*** Begin section ***
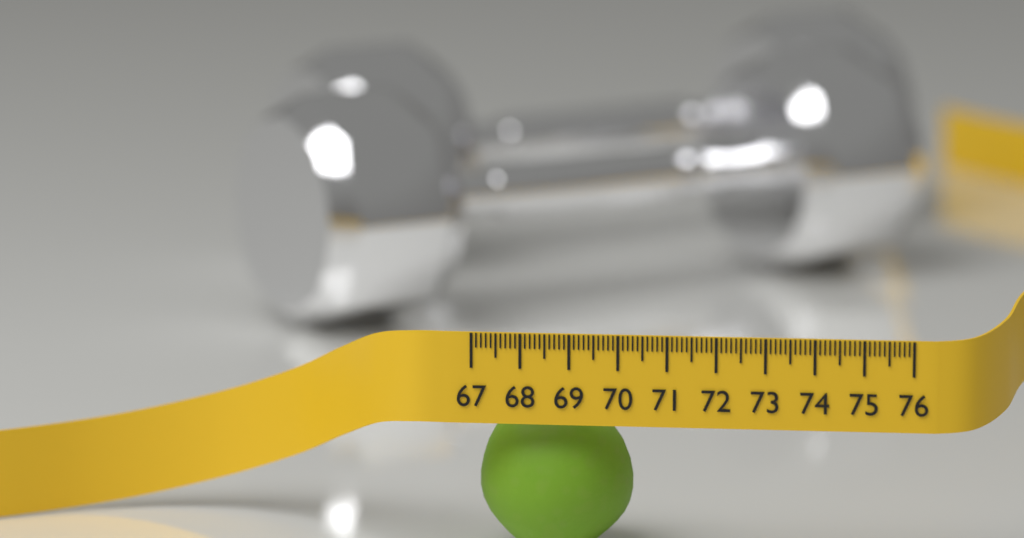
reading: 70.2 (no unit)
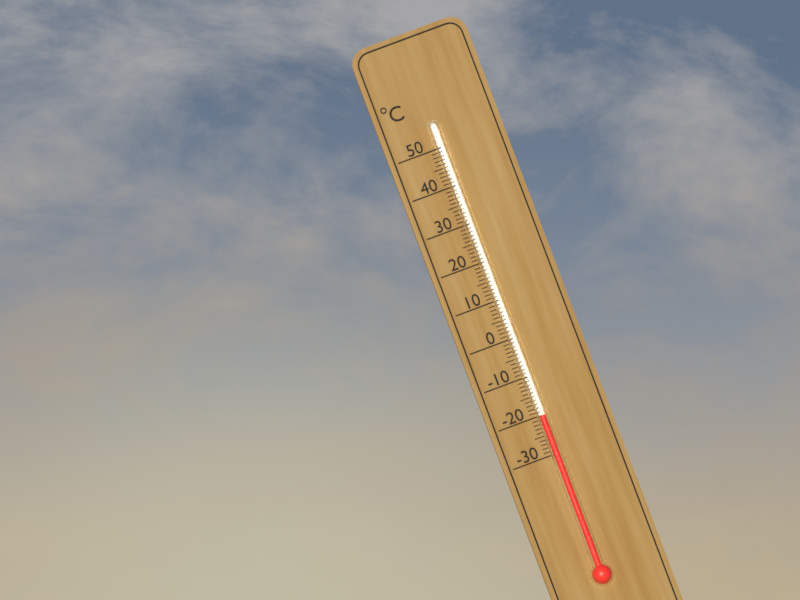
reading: -20 °C
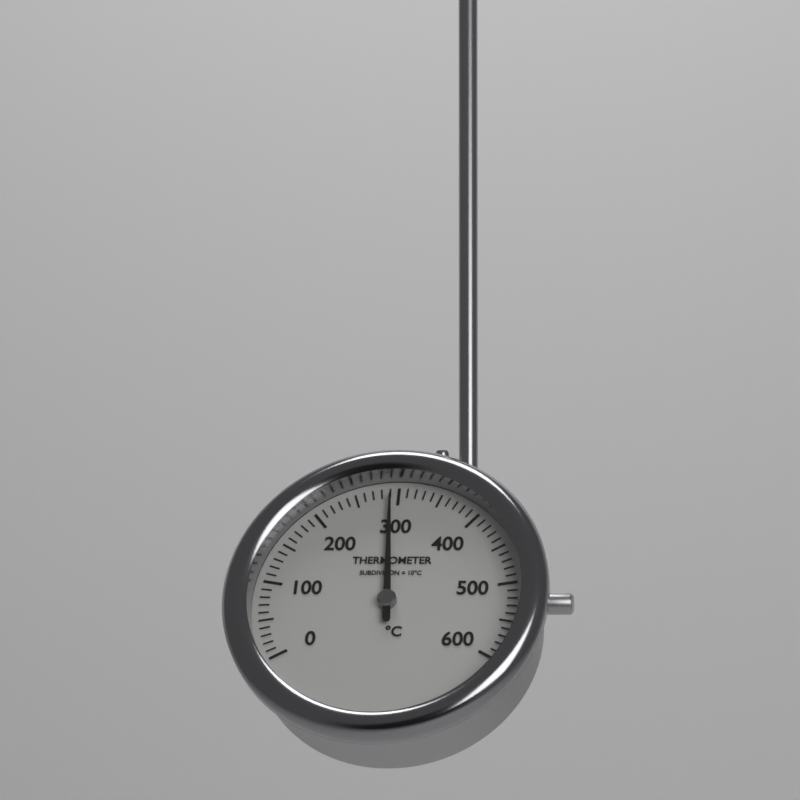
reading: 290 °C
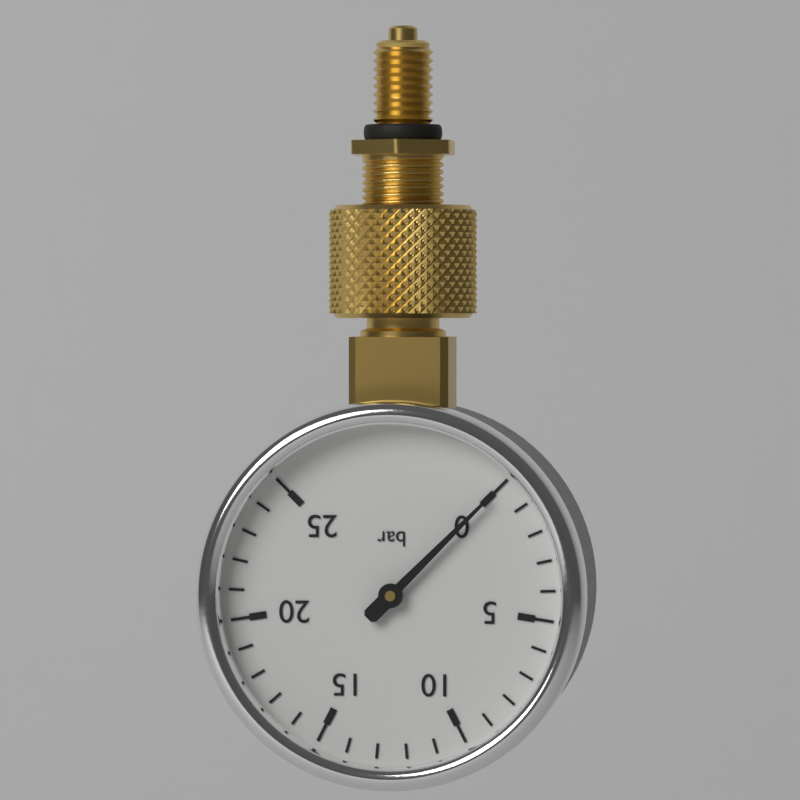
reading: 0 bar
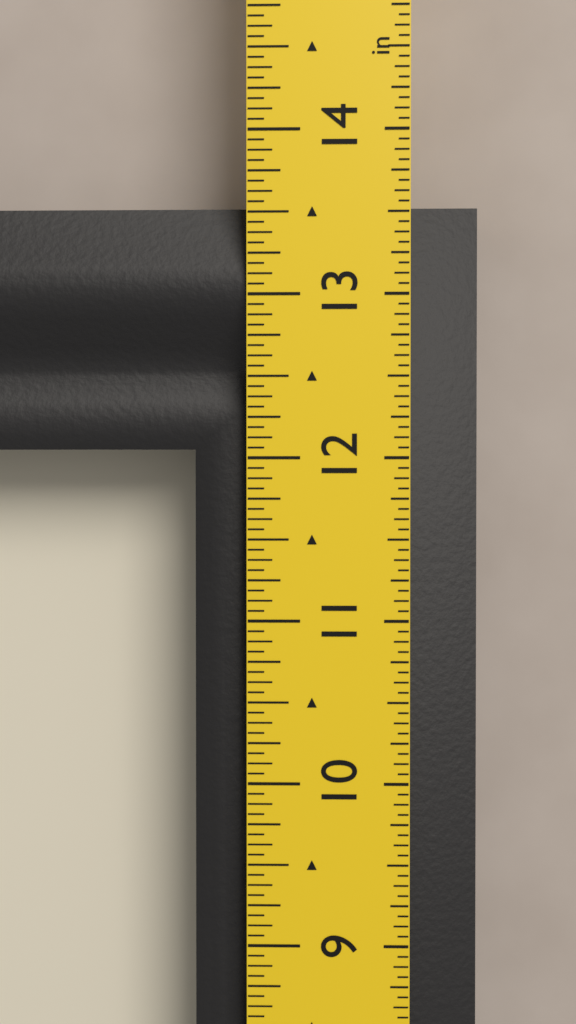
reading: 13.5625 in
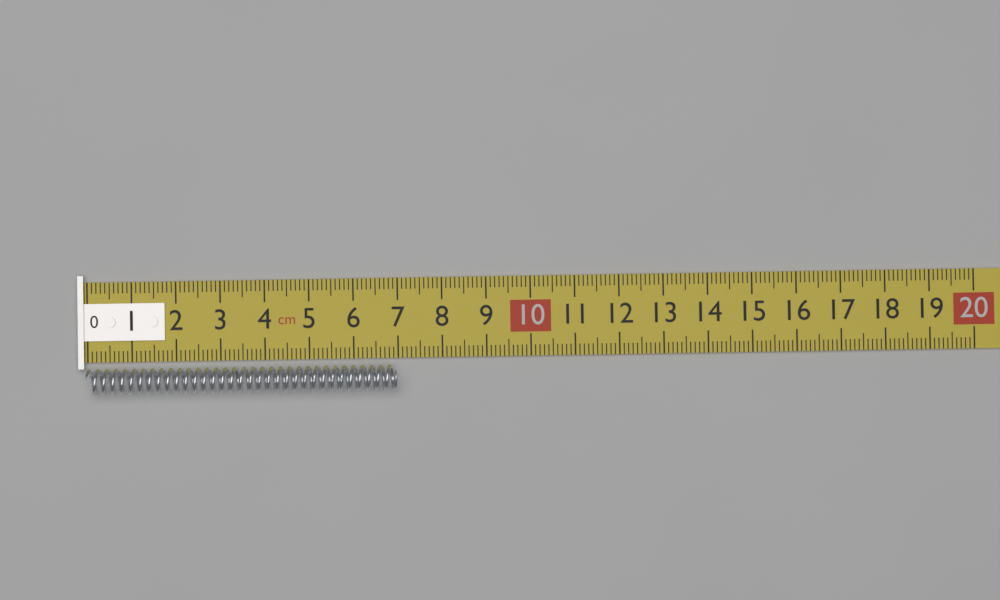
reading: 7.0 cm
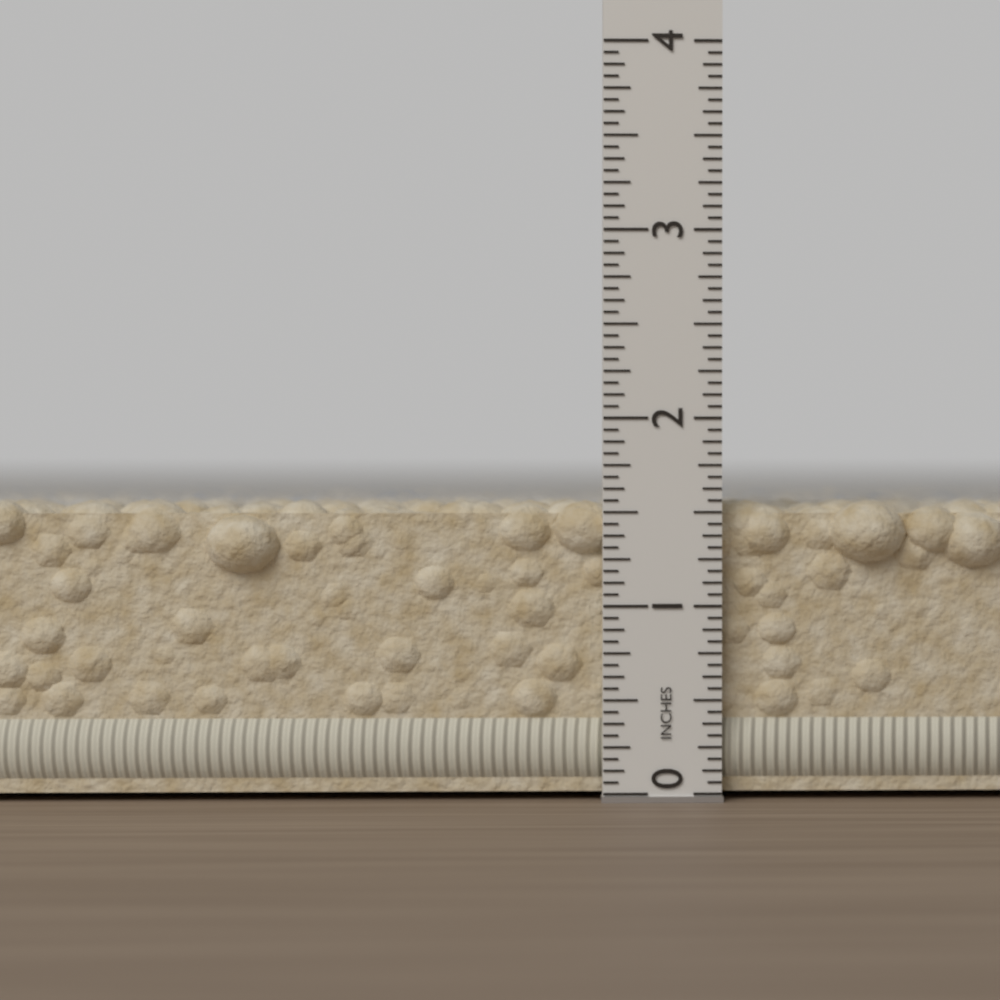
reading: 1.5625 in
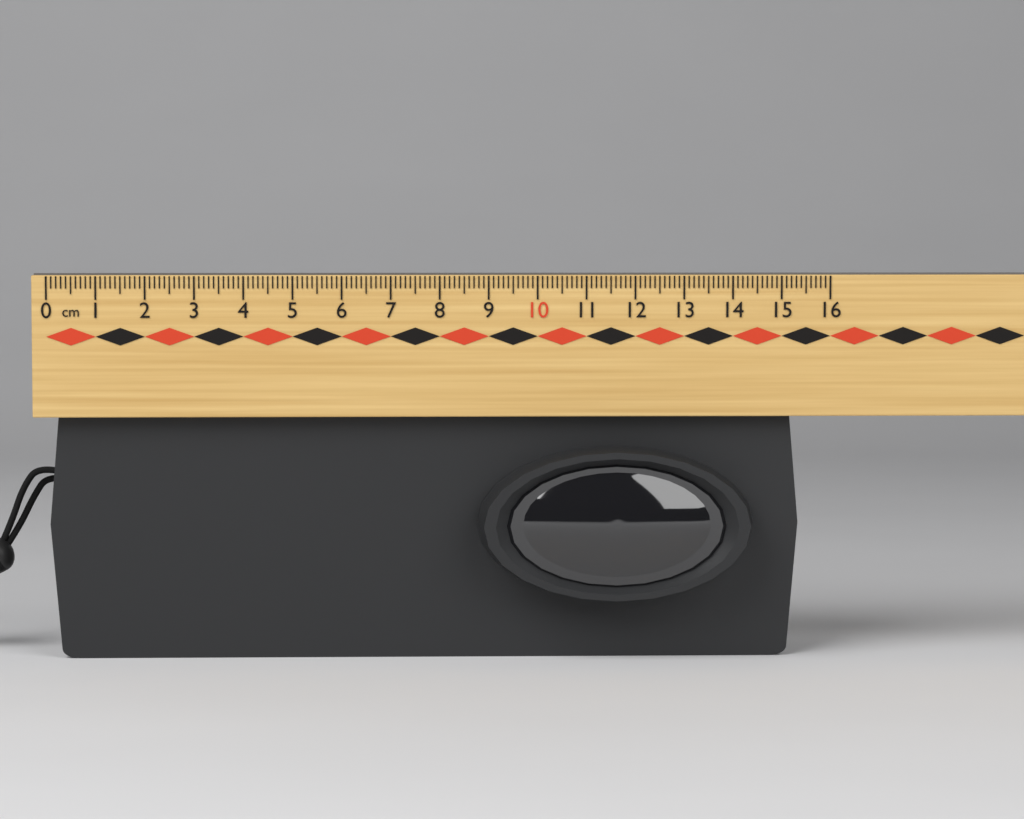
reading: 15.4 cm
*** End section ***
Pictures don't belong in the copy. Restate all the entries exactly.

reading: 70.2 (no unit)
reading: -20 °C
reading: 290 °C
reading: 0 bar
reading: 13.5625 in
reading: 7.0 cm
reading: 1.5625 in
reading: 15.4 cm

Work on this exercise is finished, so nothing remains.